Encoder

dl_model_transformer_encoder.png
Quelle: Paper - Attention Is All You Need

The Encoder Block is a fundamental component of the Transformer model, which is widely used in natural language processing tasks such as machine translation, text summarization, and sentiment analysis. The Transformer model is based on the Encoder-Decoder architecture, where the encoder block plays a crucial role in understanding and representing input data.

The Encoder Block consists of two main parts: a self-attention mechanism (Attention > Multi-Head Attention) and a feed-forward neural network. Each part is followed by a layer normalization process and residual connections for optimization.

  1. Self-Attention Mechanism: This part of the encoder block helps the model to understand the context of each word in a sentence by assigning attention scores to all words. It calculates these scores based on how much focus should be placed on other words to understand a particular word in the sentence.

  2. Feed-forward Neural Network: After the self-attention mechanism, the output goes through this fully connected neural network. The same feed-forward network is used for each position separately and identically, which allows parallelization during training.

The input data to an Encoder Block is first embedded into vectors. These vectors are then passed through multiple layers (often known as 'stacks') of these Encoder Blocks. Each layer captures different levels of abstraction in the data, which helps in better understanding and representation of complex patterns within it.

All encoder blocks are identical, but do not share weights with each other. The output from one block acts as input to the next one, creating multiple levels of encoding that allow for more complex relationships between words or parts of speech to be captured.

Encoder Only Models

Some Transformer models, such as BERT (Bidirectional Encoder Representations from Transformers) utilize only the encoder part of the architecture. These models are often used for tasks like text classification, sentiment analysis, and named entity recognition.

In these cases, the encoder blocks process the input data and generate a representation that captures the context of each word in the input. This representation is then passed to a final output layer for prediction.

BERT uses multiple encoder blocks to understand the context from both left and right (bidirectional understanding) of a word in a sentence. It has been pre-trained on two tasks: masked language model and next sentence prediction.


### What is expected
Return each entry below word for word, leaving out any image.

### Available data
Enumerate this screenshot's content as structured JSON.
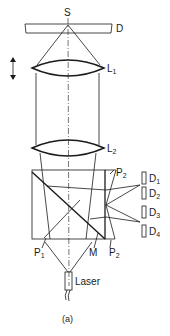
{
  "diagram": {
    "caption": "(a)",
    "labels": {
      "source": "S",
      "disk": "D",
      "lens1": "L",
      "lens1_sub": "1",
      "lens2": "L",
      "lens2_sub": "2",
      "prism1": "P",
      "prism1_sub": "1",
      "prism2_top": "P",
      "prism2_top_sub": "2",
      "prism2_bottom": "P",
      "prism2_bottom_sub": "2",
      "mirror": "M",
      "laser": "Laser",
      "detectors": [
        {
          "name": "D",
          "sub": "1"
        },
        {
          "name": "D",
          "sub": "2"
        },
        {
          "name": "D",
          "sub": "3"
        },
        {
          "name": "D",
          "sub": "4"
        }
      ]
    },
    "icons": {
      "focus_adjust": "double-arrow-vertical"
    },
    "colors": {
      "ink": "#1a1a1a",
      "background": "#ffffff"
    }
  }
}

### Response for this exercise
Enumerate this screenshot's content as structured JSON.
{
  "diagram": {
    "caption": "(a)",
    "labels": {
      "source": "S",
      "disk": "D",
      "lens1": "L",
      "lens1_sub": "1",
      "lens2": "L",
      "lens2_sub": "2",
      "prism1": "P",
      "prism1_sub": "1",
      "prism2_top": "P",
      "prism2_top_sub": "2",
      "prism2_bottom": "P",
      "prism2_bottom_sub": "2",
      "mirror": "M",
      "laser": "Laser",
      "detectors": [
        {
          "name": "D",
          "sub": "1"
        },
        {
          "name": "D",
          "sub": "2"
        },
        {
          "name": "D",
          "sub": "3"
        },
        {
          "name": "D",
          "sub": "4"
        }
      ]
    },
    "icons": {
      "focus_adjust": "double-arrow-vertical"
    },
    "colors": {
      "ink": "#1a1a1a",
      "background": "#ffffff"
    }
  }
}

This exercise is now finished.